Quotes about Mortality
As inscribed on John Keats' tombstone: This Grave contains all that was Mortal, of a YOUNG ENGLISH POET, Who on his Death Bed, in the Bitterness of his Heart, at the Malicious Power of his Enemies Desired these Words to be engraven on his Tomb Stone: Here lies One Whose Name was writ in Water. Feb 24 1821
— John Keats
When I have fears that I may cease to be Before my pen has glean'd my teeming brain, Before high piled books, in charact'ry, Hold like rich garners the full-ripen'd grain … When I Have Fears that I May Cease to Be
— John Keats
Every man must do two things alone; he must do his own believing and his own dying.
— Martin Luther
Your faith is very important. I have done the math, and you are going to be dead a whole lot longer that you will be alive.
— Zig Ziglar
Live as if you were to die tomorrow. Learn as if you were to live forever.
— Mahatma Gandhi
Henceforth I flie not Death, nor would prolong Life much, bent rather how I may be quit Fairest and easiest of this combrous charge, Which I must keep till my appointed day Of rendring up. MICHAEL to him repli'd. Nor love thy Life, nor hate; but what thou livst Live well, how long or short permit to Heav'n:
— John Milton
All of me then shall die: let this appease The doubt, since human reach no further knows.
— John Milton
Amid the Garden by the Tree of Life, Remember what I warne thee, shun to taste, And shun the bitter consequence: for know, The day thou eat'st thereof, my sole command Transgrest, inevitably thou shalt dye; From that day mortal, and this happie State Shalt loose, expell'd from hence into a World Of woe and sorrow. Sternly
— John Milton
But of the tree whose operation brings Knowledge of good and ill, which I have set The pledge of thy obedience and thy faith, Amid the garden by the tree of life, Remember what I warn thee. Shun to taste. And shun the bitter consequence. For know, The day thou eatest thereof, my sole command Transgressed, inevitably thou shalt die, From that day mortal; and this happy state Shalt lose, expelled from hence into a world Of woe and sorrow.
— John Milton
I am still in the land of the dying; I shall be in the land of the living soon. (his last words)
— John Newton
Have mercy on me, Lord, for I am weak; remember, Lord, how short my time is; remember that I am but flesh, a wind that passeth away, and cometh not again. My days are as grass, as a flower of the field; for the wind goeth over me, and I am gone, and my place shall know me no more.
— Lancelot Andrewes
Never is a man more ready to accept the Lord than when he faces his own mortality.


Your instructions: Scan the entries for the string "will" and give the number of lines that have it, nothing further.

(Records contained in a dataset)
################

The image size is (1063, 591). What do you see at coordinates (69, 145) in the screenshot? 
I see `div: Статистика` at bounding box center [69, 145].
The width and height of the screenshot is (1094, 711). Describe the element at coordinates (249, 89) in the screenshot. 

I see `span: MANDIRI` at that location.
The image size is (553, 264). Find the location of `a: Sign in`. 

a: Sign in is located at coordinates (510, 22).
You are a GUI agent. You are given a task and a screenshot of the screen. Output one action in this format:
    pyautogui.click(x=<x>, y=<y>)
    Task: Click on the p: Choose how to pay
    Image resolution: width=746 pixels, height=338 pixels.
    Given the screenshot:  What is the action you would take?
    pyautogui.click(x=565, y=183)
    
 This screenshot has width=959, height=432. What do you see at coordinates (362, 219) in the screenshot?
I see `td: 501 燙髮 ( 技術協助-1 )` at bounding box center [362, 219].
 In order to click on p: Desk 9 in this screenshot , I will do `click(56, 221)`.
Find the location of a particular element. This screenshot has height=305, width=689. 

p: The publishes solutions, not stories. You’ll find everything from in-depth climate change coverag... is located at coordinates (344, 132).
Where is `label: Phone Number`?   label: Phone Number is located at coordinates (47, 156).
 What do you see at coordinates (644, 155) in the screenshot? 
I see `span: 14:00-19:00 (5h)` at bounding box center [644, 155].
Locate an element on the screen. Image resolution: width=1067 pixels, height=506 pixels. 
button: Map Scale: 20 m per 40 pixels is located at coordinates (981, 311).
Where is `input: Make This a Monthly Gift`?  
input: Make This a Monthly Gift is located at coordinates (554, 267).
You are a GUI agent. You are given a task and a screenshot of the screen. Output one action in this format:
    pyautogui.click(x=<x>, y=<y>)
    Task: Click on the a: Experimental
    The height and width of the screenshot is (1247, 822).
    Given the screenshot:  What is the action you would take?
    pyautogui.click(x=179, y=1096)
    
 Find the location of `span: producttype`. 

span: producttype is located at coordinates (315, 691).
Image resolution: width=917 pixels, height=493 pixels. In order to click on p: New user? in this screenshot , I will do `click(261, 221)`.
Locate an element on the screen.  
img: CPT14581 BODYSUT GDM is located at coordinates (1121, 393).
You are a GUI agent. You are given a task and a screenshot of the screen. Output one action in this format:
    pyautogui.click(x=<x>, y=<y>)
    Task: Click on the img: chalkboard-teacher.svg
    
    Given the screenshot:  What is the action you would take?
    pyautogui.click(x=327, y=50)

################

Finished exercise: 2